Cole stands beside me in the dead center of the main corridor, his set of bolt cutters like an extra-long zombie arm. His other hand holds a walkie-talkie, another goodie from the basecamp shop that Everly grabbed (and probably didn’t leave an IOU note for—I’ll fix that later), and he’s got this unhinged look to him. Like this is it, he’s reached the end.

“Listen, Cole, are you sure you want to?—”

“Come on! Come get me!” he shouts again.

Well, alrighty then—there’s no turning back now.

Three flashlight beams snap around the corner, a matching set of footsteps accelerating. Well, we got all three of them on the first try—maybe God is on our side.

We turn and run.

Not away but into the plan. We pound down the east corridor together, our footsteps loud and deliberate, the thunder of men who want to be followed. Ten feet behind us, the thugs give chase—all three of them, the momentum of twelve hours of searching finally finding a direction to go.

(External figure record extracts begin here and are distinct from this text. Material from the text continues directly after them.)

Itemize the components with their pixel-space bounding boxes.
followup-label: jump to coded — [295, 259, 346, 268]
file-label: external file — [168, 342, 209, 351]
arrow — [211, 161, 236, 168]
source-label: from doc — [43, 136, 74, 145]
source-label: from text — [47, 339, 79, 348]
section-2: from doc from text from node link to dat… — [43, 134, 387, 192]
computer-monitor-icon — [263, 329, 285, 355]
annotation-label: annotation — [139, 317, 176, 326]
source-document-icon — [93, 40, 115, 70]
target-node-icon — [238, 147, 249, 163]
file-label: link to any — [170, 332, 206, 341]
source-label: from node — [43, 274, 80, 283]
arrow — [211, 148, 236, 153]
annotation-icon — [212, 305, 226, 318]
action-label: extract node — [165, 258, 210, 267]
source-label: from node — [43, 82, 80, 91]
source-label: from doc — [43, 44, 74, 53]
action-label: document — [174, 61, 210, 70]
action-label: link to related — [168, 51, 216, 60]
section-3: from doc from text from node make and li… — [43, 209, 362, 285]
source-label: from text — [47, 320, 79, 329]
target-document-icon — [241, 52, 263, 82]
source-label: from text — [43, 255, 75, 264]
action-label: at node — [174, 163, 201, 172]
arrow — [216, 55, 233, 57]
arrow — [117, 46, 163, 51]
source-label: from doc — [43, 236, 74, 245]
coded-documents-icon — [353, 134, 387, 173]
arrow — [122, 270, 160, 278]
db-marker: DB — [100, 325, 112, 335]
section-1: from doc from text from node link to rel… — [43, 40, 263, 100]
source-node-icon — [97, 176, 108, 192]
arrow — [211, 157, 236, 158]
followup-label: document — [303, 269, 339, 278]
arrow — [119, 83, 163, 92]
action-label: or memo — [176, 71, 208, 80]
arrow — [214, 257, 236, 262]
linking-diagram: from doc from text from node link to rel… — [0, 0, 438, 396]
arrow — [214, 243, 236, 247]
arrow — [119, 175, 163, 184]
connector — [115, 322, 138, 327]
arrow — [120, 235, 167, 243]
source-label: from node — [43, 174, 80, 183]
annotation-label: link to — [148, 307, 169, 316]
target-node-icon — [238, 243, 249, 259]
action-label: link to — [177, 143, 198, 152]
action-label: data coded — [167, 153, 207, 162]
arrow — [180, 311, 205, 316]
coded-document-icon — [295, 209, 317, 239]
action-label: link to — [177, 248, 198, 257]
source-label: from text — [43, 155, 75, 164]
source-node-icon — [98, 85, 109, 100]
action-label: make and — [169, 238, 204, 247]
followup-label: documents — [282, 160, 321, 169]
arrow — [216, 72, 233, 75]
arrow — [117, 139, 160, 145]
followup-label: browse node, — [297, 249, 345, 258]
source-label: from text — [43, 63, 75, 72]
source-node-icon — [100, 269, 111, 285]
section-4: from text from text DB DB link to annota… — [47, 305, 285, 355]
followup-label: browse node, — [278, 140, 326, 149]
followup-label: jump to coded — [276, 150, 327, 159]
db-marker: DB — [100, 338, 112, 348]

“See you on the other side, Benson,” Cole says, his voice steady—steadier than I’ve heard it all night—a grin sliding across his face.

“See you there,” I say as we approach the junction. Cole peels left—toward the Penalty Box. He doesn’t look back. Neither do I.

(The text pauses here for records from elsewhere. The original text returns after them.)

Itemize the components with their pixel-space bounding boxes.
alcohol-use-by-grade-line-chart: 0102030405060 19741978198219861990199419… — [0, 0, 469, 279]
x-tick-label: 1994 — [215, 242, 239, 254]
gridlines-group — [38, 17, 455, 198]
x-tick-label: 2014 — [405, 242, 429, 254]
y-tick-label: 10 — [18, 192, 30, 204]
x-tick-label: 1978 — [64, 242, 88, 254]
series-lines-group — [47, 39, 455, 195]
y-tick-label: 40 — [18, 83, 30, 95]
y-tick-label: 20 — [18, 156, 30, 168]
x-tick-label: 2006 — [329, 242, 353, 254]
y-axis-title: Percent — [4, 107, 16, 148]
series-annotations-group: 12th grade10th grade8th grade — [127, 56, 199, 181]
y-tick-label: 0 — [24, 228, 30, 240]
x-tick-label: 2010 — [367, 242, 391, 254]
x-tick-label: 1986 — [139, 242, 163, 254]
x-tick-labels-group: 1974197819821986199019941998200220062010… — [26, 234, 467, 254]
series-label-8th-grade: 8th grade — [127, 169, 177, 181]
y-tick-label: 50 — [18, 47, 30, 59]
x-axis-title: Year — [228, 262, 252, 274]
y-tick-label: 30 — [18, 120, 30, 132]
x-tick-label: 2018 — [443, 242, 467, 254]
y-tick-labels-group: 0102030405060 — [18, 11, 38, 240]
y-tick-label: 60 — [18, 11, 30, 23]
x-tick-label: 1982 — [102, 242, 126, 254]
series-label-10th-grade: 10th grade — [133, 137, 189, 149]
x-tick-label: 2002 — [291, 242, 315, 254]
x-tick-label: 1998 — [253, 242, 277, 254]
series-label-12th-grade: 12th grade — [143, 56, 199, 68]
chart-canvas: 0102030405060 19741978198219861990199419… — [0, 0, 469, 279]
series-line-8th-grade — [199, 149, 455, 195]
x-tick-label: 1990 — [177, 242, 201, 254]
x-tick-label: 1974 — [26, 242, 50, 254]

I go right. Toward the food court. Toward the open space and the leftover scent of grease, Cinnabon, and pretzels.

Two of the thugs follow Cole. One follows me.

The leader.

I knew it would be him. The one who didn’t follow the bait the first time. He’s the one calling the shots—careful, strategic. He took one look at Cole’s bait run and made a calculation—that one’s a decoy, this one’s got something I want.

What can I say? I’ve got a magnetic personality.

He’s fast too. Faster than I’d like. I can hear his footsteps behind me—controlled, not sprinting. Conserving his energy.

Ahead, the food court opens up—a wide, dark cavern of empty tables and chairs stacked on counters. The skylights here are bigger, the gray dawn stronger. I can see his flashlight beam cutting arcs behind me as I weave between tables, knocking a chair sideways, buying noise and distance.

I need time. Cole needs to get his two down first, Everly needs to confirm she’s in position, and then the walkie needs to do its job. Until then, I stall.

I duck behind the counter of what used to be a sandwich place. Crouch down. Listen to the leader’s footsteps slow as he enters the food court—careful now, no longer chasing but hunting. The beam sweeps in long arcs.

“I know you’re in here,” he says. Calm. Almost conversational.

I say nothing. I count seconds. Somewhere across the mall, Cole is either pulling off the plan of his life or discovering personally what three hundred pounds of hockey equipment feels like landing on a person.

Come on, Thompson.

The leader moves closer. Table by table. His footsteps a hush on the linoleum. I try to stifle my breath—my lungs are burning. I’ve got maybe thirty seconds before he finds me, and I don’t want to find out what happens when he does.

Twenty seconds.

Fifteen.

The walkie crackles.

Cole’s voice—breathless, triumphant, exactly the voice of a man who just watched an avalanche of rental skates and helmets bury two people. “Two down. I zip-tied them myself. Heading back to Everly at the office. E, you copy?”

A beat. Then Everly’s voice, clear and professional. “Copy. I’m in the service corridor. Ready for you, C.”

The walkie is clipped to my jacket. Volume low. But in the dead silence of the food court, in the dark, with a man standing eight feet away, it’s not low enough.